Scaling Cash Payments in Uber Eats
This article is the fourth in a series covering how Uber’s mobile engineering team developed the newest version of our driver app, codenamed Carbon, a core component of our ridesharing business. Among other new features, the app lets our population of over three million driver-partners find fares, get directions, and track their earnings. We began designing the new app in conjunction with feedback from our driver-partners in 2017 and began rolling it out for production in September 2018.
Read More
Flutter 1.0: Google’s Portable UI Toolkit
Today, at Flutter Live, we’re announcing Flutter 1.0, the first stable release of Google’s UI toolkit for creating beautiful, native experiences for iOS and Android from a single codebase. Cross-platform mobile development today is full of compromise. Developers are forced to choose between either building the same app multiple times for multiple operating systems, or to accept a lowest common denominator solution that trades native speed and accuracy for portability.
Read More
The inconvenient truth about cancer and mobile phones
On 28 March this year, the scientific peer review of a landmark United States government study concluded that there is “clear evidence” that radiation from mobile phones causes cancer, specifically, a heart tissue cancer in rats that is too rare to be explained as random occurrence. Eleven independent scientists spent three days at Research Triangle Park, North Carolina, discussing the study, which was done by the National Toxicology Program of the US Department of Health and Human Services and ranks among the largest conducted of the health effects of mobile phone radiation. NTP scientists had exposed thousands of rats and mice (whose biological similarities to humans make them useful indicators of human health risks) to doses of radiation equivalent to an average mobile user’s lifetime exposure.
Read More
Smartphones Are Killing the Planet Faster Than Anyone Expected
A new study from researchers at McMaster University published in the Journal of Cleaner Production analyzed the carbon impact of the whole Information and Communication Industry (ICT) from around 2010-2020, including PCs, laptops, monitors, smartphones, and servers. They found remarkably bad news. Even as the world shifts away from giant tower PCs toward tiny, energy-sipping phones, the overall environmental impact of technology is only getting worse.
Read More
Mobile phone cancer warning as malignant brain tumours double
Last night the group said the increasing rate of tumours in the frontal temporal lobe “raises the suspicion that mobile and cordless phone use may be promoting gliomas”. Professor Denis Henshawsaid: “Our findings illustrate the need to look more carefully at, and to try and explain the mechanisms behind, these cancer trends, instead of brushing the causal factors under the carpet and focusing only on cures.” In 2015 the European Commission Scientific Committee on Emerging and Newly Identified Health Risks concluded that, overall, the epidemiologic studies on cell phone radiofrequency electromagnetic radiation exposure do not show an increased risk of brain tumors or of other cancers of the head and neck region.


▶ Action item
Show each line of the entries below in which the word "probability" appears.

▶ Records from a dataset
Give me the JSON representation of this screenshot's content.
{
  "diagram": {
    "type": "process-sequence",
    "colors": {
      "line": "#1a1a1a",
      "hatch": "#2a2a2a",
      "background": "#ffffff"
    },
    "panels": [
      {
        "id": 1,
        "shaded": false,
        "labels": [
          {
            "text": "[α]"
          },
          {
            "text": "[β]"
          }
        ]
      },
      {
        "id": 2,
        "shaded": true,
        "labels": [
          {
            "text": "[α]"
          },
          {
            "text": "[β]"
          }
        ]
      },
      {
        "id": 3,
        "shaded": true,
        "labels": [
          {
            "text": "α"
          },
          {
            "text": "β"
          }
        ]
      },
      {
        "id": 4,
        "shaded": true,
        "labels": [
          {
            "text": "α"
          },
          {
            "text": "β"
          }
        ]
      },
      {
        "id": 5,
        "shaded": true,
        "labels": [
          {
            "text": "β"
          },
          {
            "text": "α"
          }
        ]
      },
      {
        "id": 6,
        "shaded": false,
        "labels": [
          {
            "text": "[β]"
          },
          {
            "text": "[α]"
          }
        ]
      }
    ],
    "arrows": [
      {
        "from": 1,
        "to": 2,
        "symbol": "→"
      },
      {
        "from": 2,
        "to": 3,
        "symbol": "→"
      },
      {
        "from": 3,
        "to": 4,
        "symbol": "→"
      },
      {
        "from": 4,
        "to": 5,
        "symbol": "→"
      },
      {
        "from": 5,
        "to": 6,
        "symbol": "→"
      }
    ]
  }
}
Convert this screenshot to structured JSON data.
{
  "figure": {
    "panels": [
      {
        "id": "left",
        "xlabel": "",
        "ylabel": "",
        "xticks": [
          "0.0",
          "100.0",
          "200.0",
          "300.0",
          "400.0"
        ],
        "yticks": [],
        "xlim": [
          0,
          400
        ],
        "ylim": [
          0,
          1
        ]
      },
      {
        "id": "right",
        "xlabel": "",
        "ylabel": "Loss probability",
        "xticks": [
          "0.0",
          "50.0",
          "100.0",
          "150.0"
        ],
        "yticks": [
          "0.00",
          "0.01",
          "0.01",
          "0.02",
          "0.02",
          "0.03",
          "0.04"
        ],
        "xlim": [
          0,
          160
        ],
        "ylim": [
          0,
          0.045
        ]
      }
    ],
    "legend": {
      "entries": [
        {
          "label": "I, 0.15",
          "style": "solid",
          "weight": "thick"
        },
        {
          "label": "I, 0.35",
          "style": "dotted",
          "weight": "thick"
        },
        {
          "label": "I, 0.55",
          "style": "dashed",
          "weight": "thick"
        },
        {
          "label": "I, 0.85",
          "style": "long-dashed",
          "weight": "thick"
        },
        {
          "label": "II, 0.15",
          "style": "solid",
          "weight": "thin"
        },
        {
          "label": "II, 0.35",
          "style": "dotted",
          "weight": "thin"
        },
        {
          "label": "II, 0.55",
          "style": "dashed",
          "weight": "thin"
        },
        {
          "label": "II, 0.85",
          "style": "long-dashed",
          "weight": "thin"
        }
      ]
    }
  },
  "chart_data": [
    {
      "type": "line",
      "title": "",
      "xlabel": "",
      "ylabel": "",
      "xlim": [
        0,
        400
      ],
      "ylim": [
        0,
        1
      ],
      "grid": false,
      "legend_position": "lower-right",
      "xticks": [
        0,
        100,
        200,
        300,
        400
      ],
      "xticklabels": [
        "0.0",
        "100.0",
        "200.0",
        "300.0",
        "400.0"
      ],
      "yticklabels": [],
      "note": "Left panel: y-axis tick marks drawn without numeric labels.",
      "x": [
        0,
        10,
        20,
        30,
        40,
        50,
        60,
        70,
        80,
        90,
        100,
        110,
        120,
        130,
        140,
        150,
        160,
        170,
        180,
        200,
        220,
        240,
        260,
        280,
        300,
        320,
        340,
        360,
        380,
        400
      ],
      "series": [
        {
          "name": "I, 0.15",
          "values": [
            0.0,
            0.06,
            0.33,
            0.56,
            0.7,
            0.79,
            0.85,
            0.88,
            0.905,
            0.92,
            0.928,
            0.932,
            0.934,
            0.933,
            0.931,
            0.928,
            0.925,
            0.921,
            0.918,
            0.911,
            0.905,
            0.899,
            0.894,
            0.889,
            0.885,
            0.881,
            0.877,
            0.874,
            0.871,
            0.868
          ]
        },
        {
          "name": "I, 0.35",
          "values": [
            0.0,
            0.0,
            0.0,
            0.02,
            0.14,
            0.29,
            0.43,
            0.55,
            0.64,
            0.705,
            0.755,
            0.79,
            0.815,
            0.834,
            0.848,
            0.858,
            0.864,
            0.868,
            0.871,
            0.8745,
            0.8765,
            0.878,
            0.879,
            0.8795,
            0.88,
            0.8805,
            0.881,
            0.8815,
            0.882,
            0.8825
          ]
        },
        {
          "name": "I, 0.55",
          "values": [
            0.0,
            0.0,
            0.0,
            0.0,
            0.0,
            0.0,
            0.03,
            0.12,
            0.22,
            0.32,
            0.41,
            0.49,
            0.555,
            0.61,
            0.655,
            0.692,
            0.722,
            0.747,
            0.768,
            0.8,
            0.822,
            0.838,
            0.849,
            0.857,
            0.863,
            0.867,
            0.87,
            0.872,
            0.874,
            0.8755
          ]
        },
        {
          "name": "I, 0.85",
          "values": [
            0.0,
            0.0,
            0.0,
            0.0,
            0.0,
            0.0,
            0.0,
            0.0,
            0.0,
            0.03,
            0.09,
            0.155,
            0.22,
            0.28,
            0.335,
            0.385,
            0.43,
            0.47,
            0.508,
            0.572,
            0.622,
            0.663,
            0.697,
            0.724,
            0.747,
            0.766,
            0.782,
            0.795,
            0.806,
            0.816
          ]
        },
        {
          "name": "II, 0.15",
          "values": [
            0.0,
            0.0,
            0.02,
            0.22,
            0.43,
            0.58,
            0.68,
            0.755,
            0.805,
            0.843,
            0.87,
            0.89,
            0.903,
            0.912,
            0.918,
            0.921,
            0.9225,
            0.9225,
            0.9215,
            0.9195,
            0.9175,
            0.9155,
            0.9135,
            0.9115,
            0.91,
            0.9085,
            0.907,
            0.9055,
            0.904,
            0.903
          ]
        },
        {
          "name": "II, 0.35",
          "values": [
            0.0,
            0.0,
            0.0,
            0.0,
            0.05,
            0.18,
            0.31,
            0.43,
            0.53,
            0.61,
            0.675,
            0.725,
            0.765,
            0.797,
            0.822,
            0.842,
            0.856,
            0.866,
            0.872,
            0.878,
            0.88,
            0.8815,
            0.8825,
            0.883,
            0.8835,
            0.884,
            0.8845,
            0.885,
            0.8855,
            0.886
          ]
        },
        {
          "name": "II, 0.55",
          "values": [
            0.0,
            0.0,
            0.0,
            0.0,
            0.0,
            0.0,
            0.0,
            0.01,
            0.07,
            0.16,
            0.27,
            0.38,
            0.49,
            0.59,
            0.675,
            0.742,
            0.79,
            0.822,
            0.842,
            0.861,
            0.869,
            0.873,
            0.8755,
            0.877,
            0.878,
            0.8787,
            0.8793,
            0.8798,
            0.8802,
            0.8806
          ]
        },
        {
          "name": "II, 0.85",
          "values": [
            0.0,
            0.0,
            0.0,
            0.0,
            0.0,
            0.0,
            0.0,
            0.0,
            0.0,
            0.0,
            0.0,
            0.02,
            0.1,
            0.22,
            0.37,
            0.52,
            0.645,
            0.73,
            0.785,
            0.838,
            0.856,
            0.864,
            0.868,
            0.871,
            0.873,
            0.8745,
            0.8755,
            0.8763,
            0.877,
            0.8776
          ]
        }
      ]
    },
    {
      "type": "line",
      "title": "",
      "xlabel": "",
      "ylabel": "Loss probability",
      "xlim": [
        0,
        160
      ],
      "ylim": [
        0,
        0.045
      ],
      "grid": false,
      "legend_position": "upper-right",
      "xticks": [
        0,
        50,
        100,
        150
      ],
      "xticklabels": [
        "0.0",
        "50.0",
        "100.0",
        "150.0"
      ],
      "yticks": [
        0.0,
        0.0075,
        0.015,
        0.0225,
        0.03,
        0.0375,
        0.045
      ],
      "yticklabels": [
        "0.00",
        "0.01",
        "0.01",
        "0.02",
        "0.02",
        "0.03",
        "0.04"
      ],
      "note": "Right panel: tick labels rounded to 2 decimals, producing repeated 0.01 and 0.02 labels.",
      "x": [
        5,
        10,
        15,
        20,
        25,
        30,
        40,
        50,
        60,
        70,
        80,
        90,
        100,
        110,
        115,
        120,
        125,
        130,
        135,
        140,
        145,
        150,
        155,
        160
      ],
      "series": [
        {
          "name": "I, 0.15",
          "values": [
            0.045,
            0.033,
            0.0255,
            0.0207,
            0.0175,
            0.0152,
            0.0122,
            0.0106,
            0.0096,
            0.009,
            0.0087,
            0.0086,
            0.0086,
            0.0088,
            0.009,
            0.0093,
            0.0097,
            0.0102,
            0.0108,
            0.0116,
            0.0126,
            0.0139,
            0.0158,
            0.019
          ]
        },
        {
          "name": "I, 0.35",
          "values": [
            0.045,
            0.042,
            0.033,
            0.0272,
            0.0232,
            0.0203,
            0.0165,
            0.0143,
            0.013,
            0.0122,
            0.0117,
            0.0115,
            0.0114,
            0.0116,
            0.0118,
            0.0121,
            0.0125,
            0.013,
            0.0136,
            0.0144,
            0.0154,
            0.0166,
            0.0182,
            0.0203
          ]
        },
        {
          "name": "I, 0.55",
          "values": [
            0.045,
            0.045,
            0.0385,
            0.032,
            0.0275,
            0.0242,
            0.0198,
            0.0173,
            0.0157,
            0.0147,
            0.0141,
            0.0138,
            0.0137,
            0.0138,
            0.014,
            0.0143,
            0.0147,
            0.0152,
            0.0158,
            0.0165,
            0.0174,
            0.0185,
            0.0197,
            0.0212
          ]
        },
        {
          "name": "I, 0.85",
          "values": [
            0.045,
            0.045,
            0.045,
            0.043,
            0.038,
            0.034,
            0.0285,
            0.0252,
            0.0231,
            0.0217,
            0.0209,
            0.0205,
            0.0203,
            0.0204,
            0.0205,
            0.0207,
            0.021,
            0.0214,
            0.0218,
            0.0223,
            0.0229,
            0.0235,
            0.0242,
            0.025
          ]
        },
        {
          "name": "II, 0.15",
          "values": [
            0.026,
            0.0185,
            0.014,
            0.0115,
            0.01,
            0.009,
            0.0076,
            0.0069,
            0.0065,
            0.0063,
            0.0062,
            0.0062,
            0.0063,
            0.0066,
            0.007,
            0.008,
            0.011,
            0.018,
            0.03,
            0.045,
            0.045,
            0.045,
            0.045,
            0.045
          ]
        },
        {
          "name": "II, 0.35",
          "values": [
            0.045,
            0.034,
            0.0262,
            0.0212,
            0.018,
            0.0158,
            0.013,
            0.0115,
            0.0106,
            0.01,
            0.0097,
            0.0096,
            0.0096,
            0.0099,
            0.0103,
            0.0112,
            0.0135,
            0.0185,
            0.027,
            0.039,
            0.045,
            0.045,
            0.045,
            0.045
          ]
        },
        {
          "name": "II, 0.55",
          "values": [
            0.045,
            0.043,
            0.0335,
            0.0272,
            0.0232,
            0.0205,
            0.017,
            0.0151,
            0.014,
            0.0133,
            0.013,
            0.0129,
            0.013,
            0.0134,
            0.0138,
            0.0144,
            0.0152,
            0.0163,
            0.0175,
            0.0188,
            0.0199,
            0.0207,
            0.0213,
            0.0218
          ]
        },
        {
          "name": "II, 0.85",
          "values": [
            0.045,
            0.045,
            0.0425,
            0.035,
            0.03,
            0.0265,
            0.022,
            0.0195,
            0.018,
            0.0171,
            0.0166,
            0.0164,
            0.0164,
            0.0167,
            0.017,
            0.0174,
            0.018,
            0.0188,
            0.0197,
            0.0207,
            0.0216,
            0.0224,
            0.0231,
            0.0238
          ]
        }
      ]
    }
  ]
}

▶ Answer area
        "ylabel": "Loss probability",
      "ylabel": "Loss probability",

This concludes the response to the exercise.